Despite a downward trend in coronavirus cases in several states and a rush toward reopening, Americans are reeling from the economic damage dealt by the pandemic. Total unemployment claims continue to pile up and some experts predict the recession that officially began in February will be disastrous, outlasting the pandemic itself.
With state coffers strapped for cash, the federal government stepped in to help with the CARES Act in March, which overhauled unemployment benefits nationwide and doled out direct relief checks to millions. While many are still waiting for their first relief check, politicians from both parties are calling for a second round of direct checks to citizens, and then some.
But for the City of Hudson, the economic downturn presents the perfect litmus test for a new iteration of a radical concept with old roots. This September, the small community on the east bank of the Hudson River is set to join several other American cities that are home to a universal basic income pilot program.
Twenty low-income residents in the city of over 6,700 will be given direct payments of $500 a month with no strings attached for the next five years via the HudsonUP program, a collaboration between the Spark of Hudson community center and former 2020 presidential candidate Andrew Yang's nonprofit, Humanity Forward.
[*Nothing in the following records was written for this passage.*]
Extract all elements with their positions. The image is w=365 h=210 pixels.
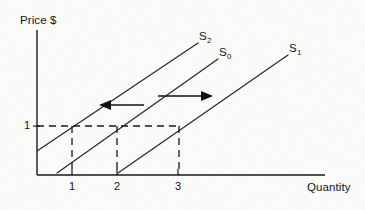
leftward-shift-arrow (99, 100, 144, 110)
curve-label-S1: S1 (289, 43, 301, 55)
y-axis-title: Price $ (20, 15, 57, 27)
x-tick-label-3: 3 (175, 181, 181, 192)
x-axis-title: Quantity (307, 182, 351, 194)
y-tick-label-1: 1 (24, 120, 30, 131)
rightward-shift-arrow-head (201, 91, 213, 101)
chart-plot-area (0, 0, 365, 210)
rightward-shift-arrow (158, 91, 213, 101)
supply-shift-diagram: Price $ Quantity 1 1 2 3 S2 S0 S1 (0, 0, 365, 210)
curve-label-S2: S2 (199, 31, 211, 43)
curve-label-S1-subscript: 1 (297, 48, 301, 57)
curve-label-S0: S0 (219, 47, 231, 59)
supply-curve-S0 (57, 59, 218, 173)
x-tick-label-1: 1 (69, 181, 75, 192)
curve-label-S1-base: S (289, 42, 297, 54)
curve-label-S2-base: S (199, 30, 207, 42)
curve-label-S0-base: S (219, 46, 227, 58)
curve-label-S2-subscript: 2 (207, 36, 211, 45)
x-tick-label-2: 2 (114, 181, 120, 192)
supply-curve-S1 (118, 55, 288, 173)
curve-label-S0-subscript: 0 (227, 52, 231, 61)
Yang made universal basic income—essentially direct money transfers for all—a core tenet of his longshot presidential bid, touting it as a solution for widening income inequality and the growing automation in the workforce. But the idea was far from obscure.
"Only the last few years is where it really seemed like a boom, because the Great Recession lasted for a really long time," says Karl Widerquist, an economist and expert in UBI at Georgetown University's Qatar campus. "Even when the economy was picking up, employment wasn't and wages weren't." Even though versions of the concept have been tossed around for centuries, many credit 18th-century English writer and revolutionary Thomas Spence for formulating a basic income model in his 1797 text The Rights of Infants. Public interest in UBI tends to spike during times of great economic and social upheaval, such as the 1920s to `30s (Great Depression and World War II) and the late `60s to early `70s (Vietnam War and Civil Rights Movement), Widerquist adds.
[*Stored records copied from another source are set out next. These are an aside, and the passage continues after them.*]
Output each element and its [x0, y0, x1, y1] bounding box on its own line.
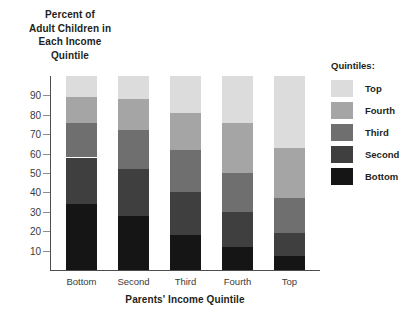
- bar-segment-top: [170, 76, 201, 113]
- legend-swatch-second: [331, 146, 353, 163]
- y-tick-label: 70: [30, 129, 41, 140]
- y-tick-mark: [43, 173, 50, 174]
- bar-segment-bottom: [66, 204, 97, 270]
- legend-label: Fourth: [365, 105, 395, 116]
- x-axis-title: Parents' Income Quintile: [50, 294, 320, 305]
- bar-segment-bottom: [118, 216, 149, 270]
- stacked-bar: [66, 76, 97, 270]
- bar-segment-third: [222, 173, 253, 212]
- y-tick-mark: [43, 134, 50, 135]
- y-tick-mark: [43, 231, 50, 232]
- y-tick-label: 90: [30, 90, 41, 101]
- y-tick-label: 10: [30, 245, 41, 256]
- bar-segment-top: [222, 76, 253, 123]
- bar-segment-second: [170, 192, 201, 235]
- bar-segment-second: [66, 158, 97, 205]
- bar-segment-top: [274, 76, 305, 148]
- legend-item-second: Second: [331, 143, 407, 165]
- bar-segment-fourth: [222, 123, 253, 173]
- bar-segment-third: [274, 198, 305, 233]
- legend-swatch-bottom: [331, 168, 353, 185]
- legend: Quintiles: TopFourthThirdSecondBottom: [331, 60, 407, 187]
- bar-segment-third: [170, 150, 201, 193]
- legend-swatch-fourth: [331, 102, 353, 119]
- x-category-label: Top: [255, 276, 325, 287]
- chart-figure: Percent of Adult Children in Each Income…: [0, 0, 409, 314]
- y-axis-line: [50, 76, 51, 271]
- plot-area: 102030405060708090 BottomSecondThirdFour…: [50, 76, 320, 271]
- chart-title-line-1: Percent of: [4, 8, 136, 22]
- bar-segment-top: [66, 76, 97, 97]
- chart-title-line-4: Quintile: [4, 49, 136, 63]
- bar-segment-third: [118, 130, 149, 169]
- y-tick-mark: [43, 192, 50, 193]
- bar-segment-fourth: [118, 99, 149, 130]
- bar-segment-second: [274, 233, 305, 256]
- bar-segment-fourth: [170, 113, 201, 150]
- y-tick-mark: [43, 212, 50, 213]
- bar-segment-second: [118, 169, 149, 216]
- bar-segment-fourth: [66, 97, 97, 122]
- legend-rows: TopFourthThirdSecondBottom: [331, 77, 407, 187]
- chart-title-line-2: Adult Children in: [4, 22, 136, 36]
- stacked-bar: [118, 76, 149, 270]
- y-tick-label: 50: [30, 168, 41, 179]
- stacked-bar: [274, 76, 305, 270]
- y-tick-label: 80: [30, 109, 41, 120]
- x-axis-line: [50, 270, 320, 271]
- legend-swatch-top: [331, 80, 353, 97]
- legend-label: Top: [365, 83, 382, 94]
- y-tick-mark: [43, 154, 50, 155]
- stacked-bar: [170, 76, 201, 270]
- legend-label: Second: [365, 149, 399, 160]
- bar-segment-bottom: [274, 256, 305, 270]
- chart-title: Percent of Adult Children in Each Income…: [4, 8, 136, 62]
- bar-segment-second: [222, 212, 253, 247]
- y-tick-label: 20: [30, 226, 41, 237]
- legend-swatch-third: [331, 124, 353, 141]
- stacked-bar: [222, 76, 253, 270]
- y-tick-mark: [43, 251, 50, 252]
- bar-segment-top: [118, 76, 149, 99]
- y-tick-label: 60: [30, 148, 41, 159]
- legend-label: Third: [365, 127, 389, 138]
- y-tick-mark: [43, 95, 50, 96]
- y-tick-label: 30: [30, 206, 41, 217]
- legend-title: Quintiles:: [331, 60, 407, 71]
- bar-segment-bottom: [222, 247, 253, 270]
- chart-title-line-3: Each Income: [4, 35, 136, 49]
- bar-segment-third: [66, 123, 97, 158]
- bar-segment-fourth: [274, 148, 305, 198]
- legend-item-third: Third: [331, 121, 407, 143]
- y-tick-mark: [43, 115, 50, 116]
- legend-item-fourth: Fourth: [331, 99, 407, 121]
- legend-item-top: Top: [331, 77, 407, 99]
- legend-item-bottom: Bottom: [331, 165, 407, 187]
- legend-label: Bottom: [365, 171, 398, 182]
- y-tick-label: 40: [30, 187, 41, 198]
- bar-segment-bottom: [170, 235, 201, 270]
Now the third wave of support is brewing thanks to small-scale projects from private investors with ties to the tech industry who have the funds and optimism to try it out.
The Spark of Hudson founders Susan Danziger and Albert Wenger found themselves captivated by the concept after hearing their colleagues in the tech sector wax poetic about the ways it could improve the lives of many who are struggling financially. When COVID-19 made its way to Columbia County earlier this year, Danziger and Wenger launched a community wellness fund that dispensed $500 payments to 63 Hudson families trying to get by.
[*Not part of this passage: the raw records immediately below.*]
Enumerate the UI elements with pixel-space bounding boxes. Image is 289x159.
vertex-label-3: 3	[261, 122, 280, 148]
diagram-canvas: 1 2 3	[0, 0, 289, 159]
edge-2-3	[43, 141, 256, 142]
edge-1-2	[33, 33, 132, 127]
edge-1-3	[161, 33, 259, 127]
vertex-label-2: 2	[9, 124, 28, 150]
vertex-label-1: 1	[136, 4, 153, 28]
"For instance, there was one woman whose car had just broken down so she couldn't go to work," Danziger explains. "This money paid to repair her car. Had we just given money for the food program, that wouldn't have helped her." Over the next half-decade, the couple will help the Greater Hudson Promise Neighborhood with logistics and tracking the long-term effects of the pilot UBI program.
Past basic income experiments in larger cities like Stockton, California, have not only lessened the strain on people's wallets, but also their minds. Since February of 2019, organizers at the Stockton Economic Empowerment Demonstration (SEED) have kept track of the economic and emotional benefits that their $500 monthly payments have had on the 125 residents in the program. The additional money made headaches like car maintenance and staying on top of bills easier to deal with. "Their minds aren't racing at night in the same ways," says Sukhi Samra, the director of SEED. "They're less stressed, they're less anxious. They're able to show up as better people—better spouses, better parents. That's something that we've heard a lot."
Hudson Mayor Kamal Johnson is hopeful that the small injection of cash into his residents' lives will have similar outcomes. His excitement for the program grew when the team at SEED shared its positive findings with him during the planning stages of the HudsonUP program. "I wanted to take chances, so when I got this opportunity to work with this project, I was extremely excited," Johnson says. For his constituents, almost a quarter of whom were living at or below the poverty line pre-COVID, the timing of it all couldn't be better.
The HudsonUP program is currently meeting with various institutional stakeholders in the city and will be hosting a series of town hall meetings with the public in the near future. By early fall, the selected participants will most likely receive payments through a combination of in-person and online banking options to better align with continued calls for social distancing.
Dalvin Aboagye is a freelance writer who covers the Hudson Valley for the River Reporter and the River.